Tuesday, October 27, 2015

J Dilla: Dillatronic

During his brief lifetime, James "J Dilla" Yancey produced thousands of tracks. As Erykah Badu, who worked with him on her Mama's Gun album, once said during a RBMA lecture, Dilla made "beats all day long." He collected many of them onto CDs, and handed them out to friends and colleagues. These "beat tapes" had begun circulating across the Internet by the time he passed in 2006 at the age of 32.

Dilla's work has since become fodder for dozens of compilations, posthumous "collaborations" like the 2013 album Sunset Blvd. with Frank Nitt and his brother Illa J, and unnecessary reissues like a "badge-shaped" Record Store Day 2015 version of his 2001 12-inch "Fuck the Police". The Yancey estate has also begun issuing his beats in raw form, without vocals. (Before, they were available as "instrumental" accompaniments to projects like Rebirth of Detroit, which paired Dilla's beats with newly recorded vocals by various rappers.) Last year's The King of Beats: Ma Dukes Collector's Box Set boasted some memorable packagingit included four 10-inch records, a cassette, and a floppy disk formatted for an E-mu SP-1200 sampler keyboardas well as an imposing $207.74 price tag.

The King of Beats, as well as 2013's Lost Tapes Reels + More, and now Dillatronic are like sketchbooks from a widely recognized master of the art form.

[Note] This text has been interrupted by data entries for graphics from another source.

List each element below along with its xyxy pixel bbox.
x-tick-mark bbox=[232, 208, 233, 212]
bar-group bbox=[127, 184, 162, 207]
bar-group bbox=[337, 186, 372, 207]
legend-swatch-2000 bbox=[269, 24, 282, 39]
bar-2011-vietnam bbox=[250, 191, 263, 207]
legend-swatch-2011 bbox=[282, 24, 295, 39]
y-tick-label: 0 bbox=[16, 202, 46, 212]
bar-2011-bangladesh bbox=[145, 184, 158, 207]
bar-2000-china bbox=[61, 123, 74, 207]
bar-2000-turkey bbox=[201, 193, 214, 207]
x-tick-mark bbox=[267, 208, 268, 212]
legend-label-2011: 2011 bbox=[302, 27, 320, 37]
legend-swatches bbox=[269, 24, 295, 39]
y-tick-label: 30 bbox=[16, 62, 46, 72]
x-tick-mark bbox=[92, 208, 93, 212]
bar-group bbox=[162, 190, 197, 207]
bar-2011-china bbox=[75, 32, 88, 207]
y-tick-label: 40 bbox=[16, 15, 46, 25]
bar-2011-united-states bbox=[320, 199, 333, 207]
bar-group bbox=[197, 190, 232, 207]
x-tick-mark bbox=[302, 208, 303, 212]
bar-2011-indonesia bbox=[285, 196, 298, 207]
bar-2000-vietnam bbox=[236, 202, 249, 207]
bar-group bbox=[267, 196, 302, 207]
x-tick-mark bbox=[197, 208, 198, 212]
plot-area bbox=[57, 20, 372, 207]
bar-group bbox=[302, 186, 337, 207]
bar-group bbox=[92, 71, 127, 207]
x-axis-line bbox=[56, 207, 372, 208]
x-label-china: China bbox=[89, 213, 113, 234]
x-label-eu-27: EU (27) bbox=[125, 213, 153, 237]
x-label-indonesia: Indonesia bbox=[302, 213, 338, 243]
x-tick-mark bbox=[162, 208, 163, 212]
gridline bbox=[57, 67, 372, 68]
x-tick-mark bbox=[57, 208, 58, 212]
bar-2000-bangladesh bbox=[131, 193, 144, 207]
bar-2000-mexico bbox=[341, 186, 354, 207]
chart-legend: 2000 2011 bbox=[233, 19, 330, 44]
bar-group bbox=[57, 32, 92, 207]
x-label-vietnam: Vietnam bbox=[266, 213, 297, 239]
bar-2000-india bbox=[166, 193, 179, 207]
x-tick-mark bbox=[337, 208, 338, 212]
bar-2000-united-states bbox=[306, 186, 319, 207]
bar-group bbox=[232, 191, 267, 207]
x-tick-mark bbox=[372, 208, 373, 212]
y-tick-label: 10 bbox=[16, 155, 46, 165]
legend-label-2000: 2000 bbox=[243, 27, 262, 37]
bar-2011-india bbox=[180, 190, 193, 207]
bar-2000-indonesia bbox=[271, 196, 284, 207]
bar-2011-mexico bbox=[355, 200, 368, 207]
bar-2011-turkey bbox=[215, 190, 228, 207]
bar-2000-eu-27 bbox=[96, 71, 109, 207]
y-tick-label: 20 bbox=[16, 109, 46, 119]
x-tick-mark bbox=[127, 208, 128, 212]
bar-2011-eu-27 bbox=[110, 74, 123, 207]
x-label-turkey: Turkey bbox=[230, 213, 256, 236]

On the latter, each track bears the spartan title "Dillatronic 01", et cetera. According to its promotional materials, Dillatronic represents his "electronic-influenced" material, but that's a loose theme at best. There is nothing here as gloriously techno as "Nothing Like This" from the 2003 EP Ruff Draft, or the Kraftwerk homage "B.B.E. (Big Booty Express)" from his 2001 album as Jay Dee, Welcome 2 Detroit. If anything, many of these virtually unnamed and undated "beats batches" float along like the rudimentary, keyboards-and-bass-drums beats of late-'90s indie rap producers like Shawn J. Period and 88-Keys. Most have a running time of around two to three minutes, while a few last less than a minute. Yet in total, they bear traces of his superior instincts.

There are echoes of better-known productions here: the penetrating synth keyboard of "Dillatronic 10" is reminiscent of "E=MC2" from The Shining, and track 35 unfolds a neo-soul guitar groove that evokes his work on Phat Kat's "Dedication to the Suckers". With its enchanting yet disembodied chorus of "ooohs," "14" is like a distant cousin of Slum Village's "Get Dis Money". "29" whips a blaxploitation funk lick around a sample of M.O.P.'s "Ante Up", while a sample of Whodini's "Escape (I Need a Break)" girds the hallucinatory track 34. The latter is one of the more fully realized electronic instrumentals included here, but there are others, like the "Tetris"-like effects on "22", and the ghostly electro on "24" that cruelly ends in 45 seconds.

A few of these files suggest paths unexplored. "05", which only lasts a minute and three seconds, weds a bhangra-like melody to a drum kit. It's an avenue Dilla's close friend Madlib explored more fully on his Beat Konducta in India. "31" builds like a '70s horror cut (or perhaps a porno flick?) around an unnamed woman breathing "No" as a solitary keyboard sound throbs creepily. "33" weaves around a sped-up recording of a voices chirping as if out of The Wizard of Oz.

Dilla's familiar techniques are evident, like his frequent use of air sirens and hard, slapping percussion. He speaks only once, near the end of the minute-and-three-second track "39". "Yeah! Bounce with a nigga!" he commands to us over loping bass and spacey keyboard effects. This might be a data dump of studio experiments, not a cohesive Donuts-like experience that casual listeners might crave. But admirers of this brilliantly inventive musician will find much to rhyme over, get inspired by, or simply bounce to on Dillatronic.